Topher and Christina, sensing they had been shut out of the conversation, excused themselves, leaving John and me standing alone in the fluorescent bath. He was wearing his standard concert t-shirt, black jeans, and Docs. That night he also wore a beat up, black leather jacket.
“Have you had dinner yet?” he asked me. He looked tired.
I shook my head. “No. I just got back about twenty minutes ago.”
“C’mon,” he said, putting his arm around my shoulder. “I’ll buy you dinner in town.”
***
He bought me a chicken sandwich at a little sandwich shop on Main Street. He had a steak and cheese, with onions. We shared the fries. We lingered at a booth near the window for nearly an hour and a half. When I asked him about Abby, he shook his head, and smiled a weary smile.
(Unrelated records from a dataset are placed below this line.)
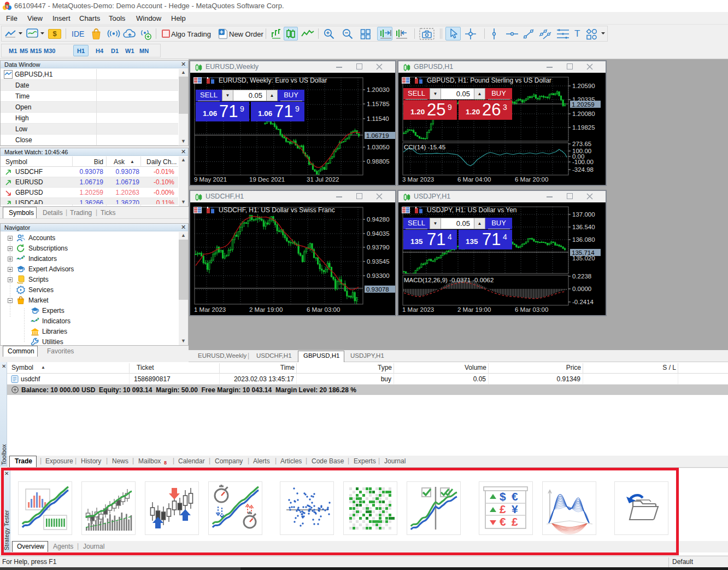  I want to click on svg-text: 0.94035, so click(378, 234).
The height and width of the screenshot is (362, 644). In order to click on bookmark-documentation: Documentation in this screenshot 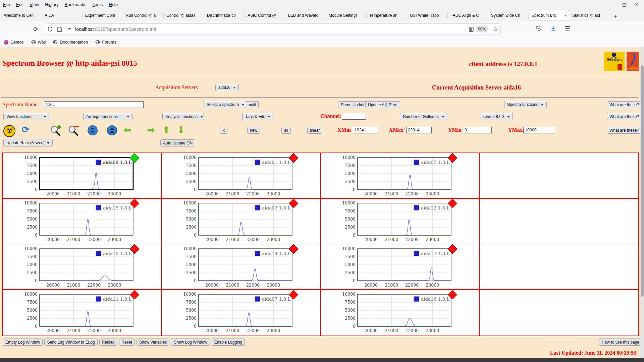, I will do `click(70, 42)`.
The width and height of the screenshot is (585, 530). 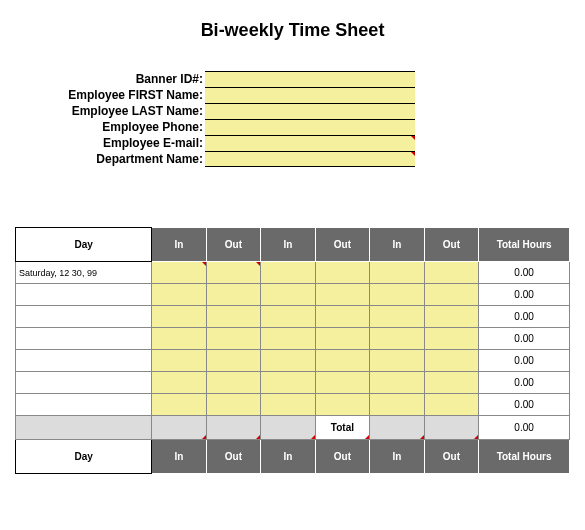 What do you see at coordinates (342, 428) in the screenshot?
I see `total-label: Total` at bounding box center [342, 428].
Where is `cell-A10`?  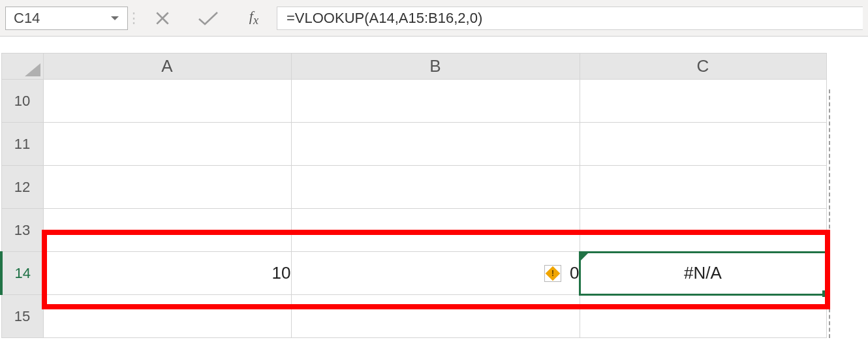
cell-A10 is located at coordinates (167, 101).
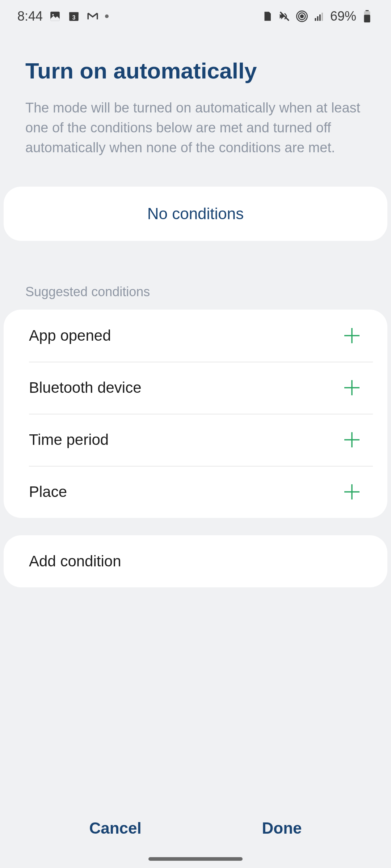  Describe the element at coordinates (285, 16) in the screenshot. I see `vibrate-icon` at that location.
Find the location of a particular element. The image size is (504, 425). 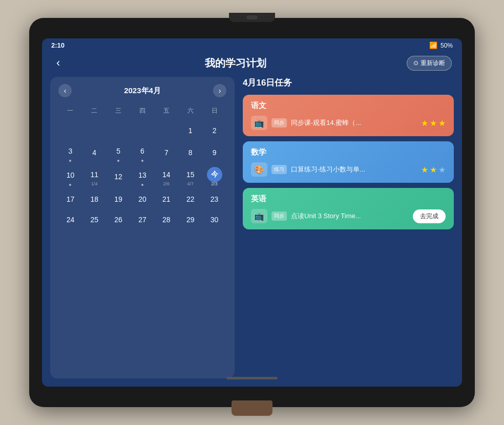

“The weekend went well until about an hour before she had to leave,” he told me.
“Is she your girlfriend, or your ex-girlfriend, as you insist?”
“Ex-girlfriend. I don’t think she’ll be coming back here anytime soon.”
“Why is that?”
“I told her I had no interest in an exclusive relationship, especially a long-distance one.”
“Oh,” I said. I picked at my food. I didn’t want to seem ungrateful, but I had a new wardrobe to protect.
“I told her about you.”
“What? Why’d you do that? What did you tell her?” My heart began beating like a drum.
“I told her I met someone I’d like to get to know better,” he said. Again, I felt like he was studying my face, my lips.
I had absolutely no experience on which to draw to come up with a response. None. So I sat there, my fair skin aflame. The only thing I knew how to do was ruin the moment.
“The French fries are cold,” I said.
These French fries are cold?
Yep. I really said that. The statement later became one of those private jokes we shared as a couple. But that came later.
***
Though I have described myself as a punk rock chick, I grew up in a family of sports fanatics. There was no escaping their fanaticism. I remember fondly the heyday of the Boston Celtics in the eighties. We went to many games as a family when I was young, and I would paint giant green signs on white bed sheets to hang over the rails in the balcony. I loved getting my artwork on evening sports highlights, which I did twice.
The night the ball went through Buckner’s legs, the year the Red Sox lost to the Mets in the World Series, my brother became a Yankees fan. A piece of my father died that night.
During my tennis phase, I was a huge Stefan Edberg fan. I even stole his near-empty bottle of Evian water from a table top during an exhibition match at the Boston Garden. I kept it on my dresser in my bedroom for two years, until it was all nearly evaporated. I kept the bottle in a box in the basement until my parents moved out of their house when I was thirty-two years old.
But my favorite sport to watch was hockey.
My father still proudly displays the photo of me, at age nine, with Bobby Orr’s arm around my shoulder, in the photo collage in their family room. I remember Bruins parties at my parents’ house when I was a small child, when the neighbors would gather and get drunk, yelling at the TV in the rec room of the simple split-level home.
So, when Brian Deneen, a starting player on the university’s hockey team and a fellow Intermediate French classmate, asked me to go with him to the foreign film we had to see for class that night, how could I say no? He was a starting player.
I was standing in my closet, pulling on my boots when there was a knock at my door. I looked at my clock. It was a bit earlier than I was expecting Brian.
“Come in!” I called. We hardly ever locked our door. But instead of Brian, it was John, toting a backpack full of biology books.